Iso-8859-1 no effect in browser

hi folks!

I want to use characters with accent, like: é, ç, ã, ô. Then I changed
from UTF-8 to iso-8859-1, so I can use é direct, instead of é

The strange is that when I go in View -> Codification, it is marked
Unicode (UTF-8). :frowning:
But this is not the worst. The browser doesn’t change from special
chars to its meaning.

validates_format_of :email,
:with =>
%r{[_a-z0-9-][_a-z0-9-]@[_a-z0-9-][_a-z0-9-].[_a-z0-9-]
[_a-z0-9-]*}i,
:message => ‘está incorreto’

It display Email está incorreto.
I want Email está incorreto.

Help meee! =D

On Tue, May 26, 2009 at 5:39 AM, tivrfoa [email protected]
wrote:

It display Email está incorreto.
I want Email está incorreto.

Help meee! =D

Have you tested with utf-8? That should have worked.

Fidel.

tivrfoa wrote:

I want to use characters with accent, like: é, ç, ã, ô. Then I changed
from UTF-8 to iso-8859-1, so I can use é direct, instead of é

That’s not what the charset= is for. You should use the correct entities
if at
all possible, and neither your editor…

The strange is that when I go in View → Codification, it is marked
Unicode (UTF-8). :frowning:

…nor Ruby…

validates_format_of :email,
:with => %r{[_a-z0-9-][_a-z0-9-]@[_a-z0-9-][_a-z0-9-].[_a-z0-9-]
[_a-z0-9-]*}i,
:message => ‘está incorreto’

…are bothering to read that directive. They are still defaulting to
utf-8,
which is good enough for 99.999% of all programming.
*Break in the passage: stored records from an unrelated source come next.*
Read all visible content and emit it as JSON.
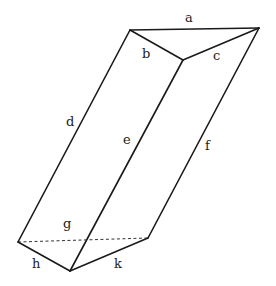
{
  "diagram": {
    "type": "triangular-prism",
    "labels": {
      "a": "a",
      "b": "b",
      "c": "c",
      "d": "d",
      "e": "e",
      "f": "f",
      "g": "g",
      "h": "h",
      "k": "k"
    }
  }
}
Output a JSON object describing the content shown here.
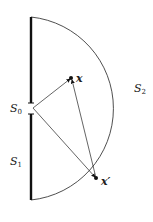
{
  "diagram": {
    "labels": {
      "s0": "S",
      "s0_sub": "0",
      "s1": "S",
      "s1_sub": "1",
      "s2": "S",
      "s2_sub": "2",
      "x": "x",
      "xprime": "x′"
    },
    "colors": {
      "stroke": "#111111",
      "background": "#ffffff"
    }
  }
}
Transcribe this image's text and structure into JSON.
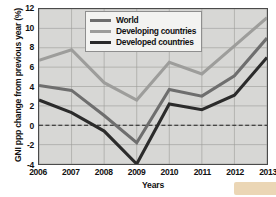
{
  "chart_data": {
    "type": "line",
    "title": "",
    "xlabel": "Years",
    "ylabel": "GNI ppp change from previous year (%)",
    "categories": [
      "2006",
      "2007",
      "2008",
      "2009",
      "2010",
      "2011",
      "2012",
      "2013"
    ],
    "x": [
      2006,
      2007,
      2008,
      2009,
      2010,
      2011,
      2012,
      2013
    ],
    "xlim": [
      2006,
      2013
    ],
    "ylim": [
      -4,
      12
    ],
    "yticks": [
      12,
      10,
      8,
      6,
      4,
      2,
      0,
      -2,
      -4
    ],
    "ytick_labels": [
      "12",
      "10",
      "8",
      "6",
      "4",
      "2",
      "0",
      "-2",
      "-4"
    ],
    "grid": true,
    "zero_line": 0,
    "zero_line_style": "dashed",
    "legend_position": "top-center",
    "plot_background": "#d7d7d5",
    "series": [
      {
        "name": "World",
        "color": "#6e6e6e",
        "values": [
          4.1,
          3.6,
          1.0,
          -1.8,
          3.7,
          3.0,
          5.1,
          9.0
        ]
      },
      {
        "name": "Developing countries",
        "color": "#9d9d9b",
        "values": [
          6.7,
          7.8,
          4.4,
          2.6,
          6.5,
          5.3,
          8.2,
          11.1
        ]
      },
      {
        "name": "Developed countries",
        "color": "#2b2b2b",
        "values": [
          2.6,
          1.3,
          -0.6,
          -4.0,
          2.2,
          1.6,
          3.1,
          7.0
        ]
      }
    ]
  },
  "axes": {
    "y_title": "GNI ppp change from previous year (%)",
    "x_title": "Years"
  },
  "legend": {
    "items": [
      {
        "label": "World",
        "color": "#6e6e6e"
      },
      {
        "label": "Developing countries",
        "color": "#9d9d9b"
      },
      {
        "label": "Developed countries",
        "color": "#2b2b2b"
      }
    ]
  }
}
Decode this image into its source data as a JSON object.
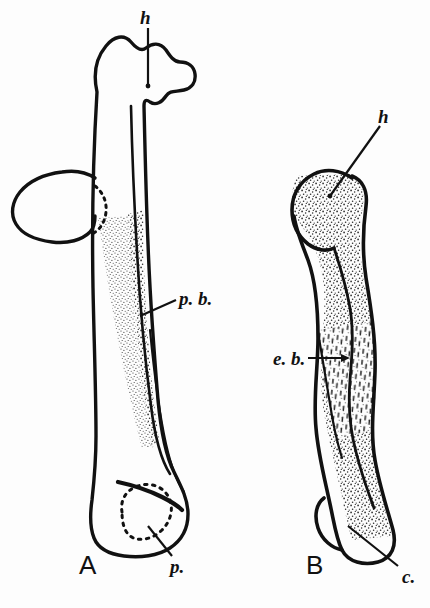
{
  "plate": {
    "background_color": "#fdfdfd",
    "ink_color": "#111111",
    "stipple_color": "#2b2b2b",
    "width": 430,
    "height": 608
  },
  "figures": [
    {
      "id": "A",
      "label": "A",
      "description": "left bone, lateral view with pneumatic foramen"
    },
    {
      "id": "B",
      "label": "B",
      "description": "right bone, shorter stippled view with ectepicondylar border"
    }
  ],
  "annotations": [
    {
      "key": "h-a",
      "label": "h",
      "figure": "A",
      "leader": "vertical"
    },
    {
      "key": "h-b",
      "label": "h",
      "figure": "B",
      "leader": "diagonal"
    },
    {
      "key": "p-b",
      "label": "p. b.",
      "figure": "A",
      "leader": "diagonal"
    },
    {
      "key": "e-b",
      "label": "e. b.",
      "figure": "B",
      "leader": "horizontal"
    },
    {
      "key": "p",
      "label": "p.",
      "figure": "A",
      "leader": "diagonal"
    },
    {
      "key": "c",
      "label": "c.",
      "figure": "B",
      "leader": "diagonal"
    }
  ]
}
Further, both utf-8 and iso-8859-1 share many of the same Latin-1 code
points,
including é. Utf-8 merely gives the additional abilities to build the é out
of
an e and a modifying accent character, and the ability to read and write
every
other glyph in the world.

You would only use iso-8859-1 if you had a database with known
iso-8859-1
strings, AND if you did not want to simply Iconv them to UTF-8 before
pushing
them into your HTML.


Phlip
http://twitter.com/Pen_Bird

tks! it didn’t work in utf-8. if I use está (without the special
character), it display an interrogation symbol (?)

Could someone try to use this => :message => ‘está incorreto’
in some validation to see if it works?

How can I display “está”?

tks

I create almost only spanish applications, all with Ñ ñ, á é and so
on, and use ONLY UTF-8.

The meta directive between the head tags does all the magic.

Regards.

Franco C…

thansk Franco.

it works on the view, but not work in the model (at least here)
did you try to add a message in some model with accent?

Yes, i use it a lot, but in this form:

record.errors.add attr, :invalid # or any other

And then in the config/locales/es.yml

es:
activerecord:
errors:
messages:
invalid: “no es válido”

  # Custom for one model
  models:
    somemoder:
      attributes:
        someattribute:
          invalid: "es inválido"

I never use it in the direct form, always with the I18n package. If
you want a complete example see
rails-i18n/rails/locale at master · svenfuchs/rails-i18n · GitHub.

Regards.

Franco C…

thanks folks.

I solved the problem using a different text editor. Now I’m using RoRED. It’s an amazing editor, but
only available for Windows.
The problem was the encode of the files.